CHRISTOPHER J. FALVEY'S


A LITTLE MORE SIGNAL, A LITTLE LESS NOISE










LIQUID LAWS AND AMERICA'S SECURITY TECHNOLOGY QUANDARY
Aug 17, 2005  |  Christopher J. Falvey
Originally published in:  Philadelphia Daily News



The argument over new security technologies in America seem to always center around the proverbial "Big Brother Police State." However, this is not the paramount issue. The real issue is how our overly complicated and often "liquid" set of laws interacts with this new need for much more precise and flawless law enforcement technologies. And that is where a lot of our anti-terrorism efforts will break down.




Every week, it seems, a new form of technology for enforcing laws and improving security in America is debated- national ID cards, cameras on street corners, computer-assisted profiling, and so on. And every week the same arguments, laden with Orwell references, are thrown back and forth. Are we becoming a police state? Is it worth giving up such-and-such freedoms for such-and-such security increases?

In reality, however, it's a lot more complicated than that. True security in these times does require sweeping increases in technology, but it will only help if we rethink the way in which we create and enforce our laws. Technology is never the greatest threat to personal freedom.

Classifying myself as a social libertarian (small "l" intended), it may surprise you that I am completely on board with most every increase in technology and consolidation of personal data by law enforcement. Why? Because almost always- even though science fiction movies would generally differ- better technology ensures greater personal freedom.

 - THE POLICE STATE FALLACY - 

The first argument that everyone always has against the expansion of technology within government is that it brings us closer to a "police state." It makes sense as every half-baked movie and television show on the subject- well, they just tell us so. I suppose that's good enough for most people. Unfortunately, while it makes for exciting fiction, it is a completely flawed vision of sociological cause and effect.

Police states have nothing to do with underlying level of technology its society affords. Police are human. Lawmakers are human. Put simply, if America- or any of its states, counties, or what have you- wants to become a police state, it will do so regardless of technology or lack of technology. While the actual reasons that police states arise- and they certainly can in any nation- are outside the boundaries of this article, let's put it simply: the reasons are based in sociology and economics, not technology.

Most people, however, don't actually believe America will become a police state. Even those that use the term "police state" are merely over-extrapolating a common and well-founded fear that our investigative and law enforcement agencies are rife with human error. (Caveat: this, at least to me, is not an indictment on law enforcement. Humans are imperfect. We're supposed to be. Our real strength is building tools to do the hard work and intricate analysis for us.)

Where people often get it wrong is the assumption that increasing the use and scope of technology within a government filled with human error will somehow give said human error more disastrous consequences. However, this never seems to happen. Take DNA technologies used in murder cases. We've found that overwhelmingly human error has caused a lot more wrongful convictions than personal vendettas and planted evidence ever have. Technology, blind to sociological flaws, begins to solve the human irregularities. If the government was really "out to get" people, murder convictions would be increasingly less reliable as the use of technology grew.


Aim of the task:
Reproduce every entry word for word. Drop all pictures from the copy.

[Saved entries]
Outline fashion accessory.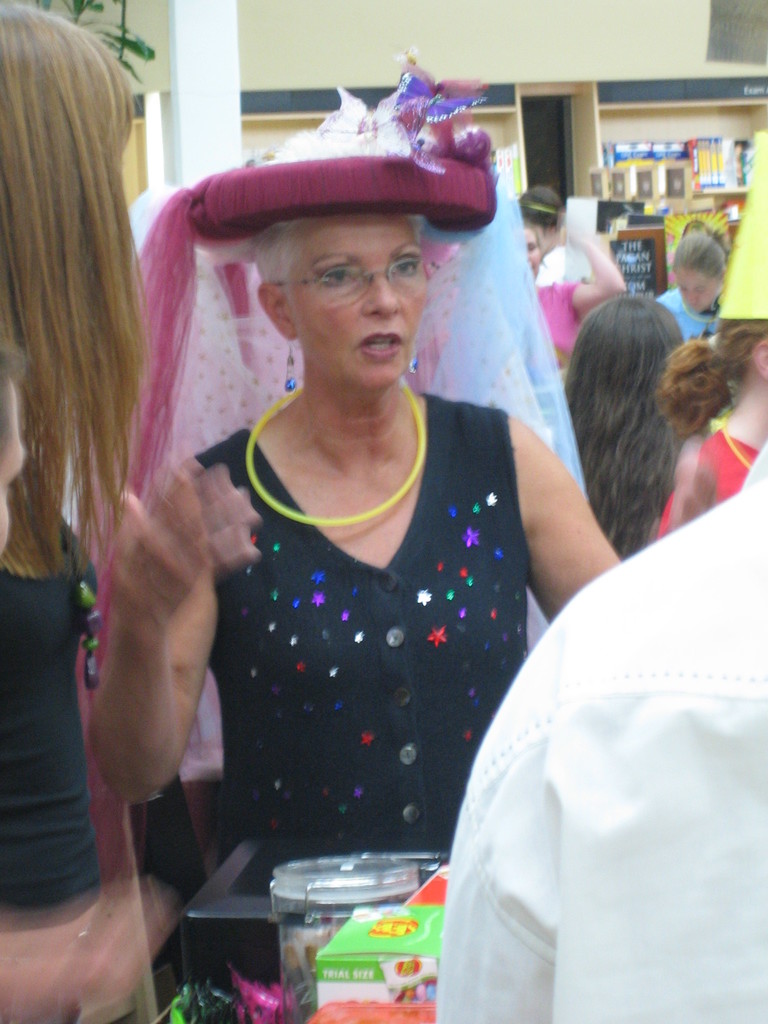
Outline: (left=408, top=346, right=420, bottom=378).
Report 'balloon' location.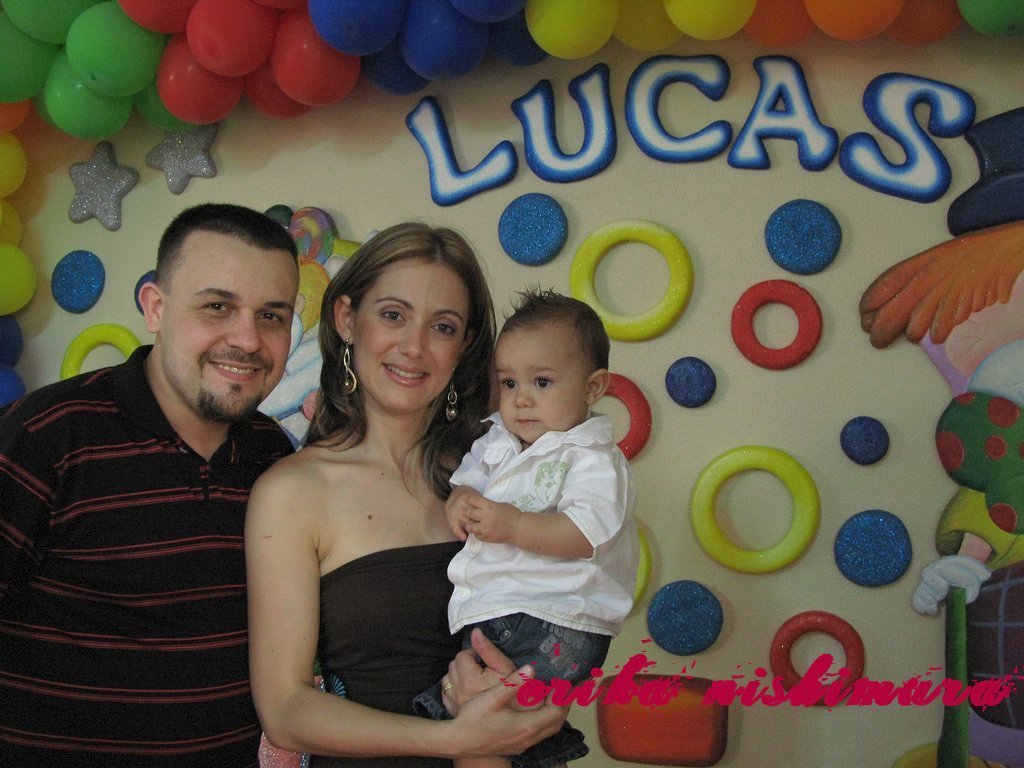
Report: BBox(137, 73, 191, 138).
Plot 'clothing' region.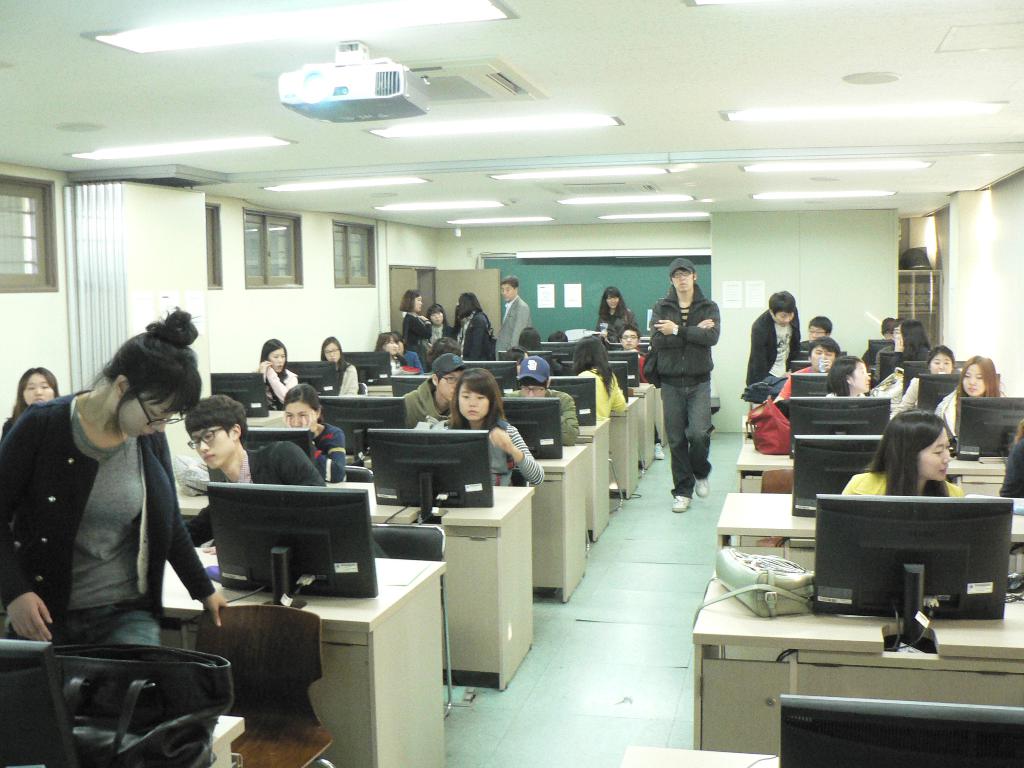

Solution to this exercise:
Outline fashion accessory.
Outline: (left=408, top=346, right=420, bottom=378).
Report 'balloon' location.
Report: BBox(137, 73, 191, 138).
Plot 'clothing' region.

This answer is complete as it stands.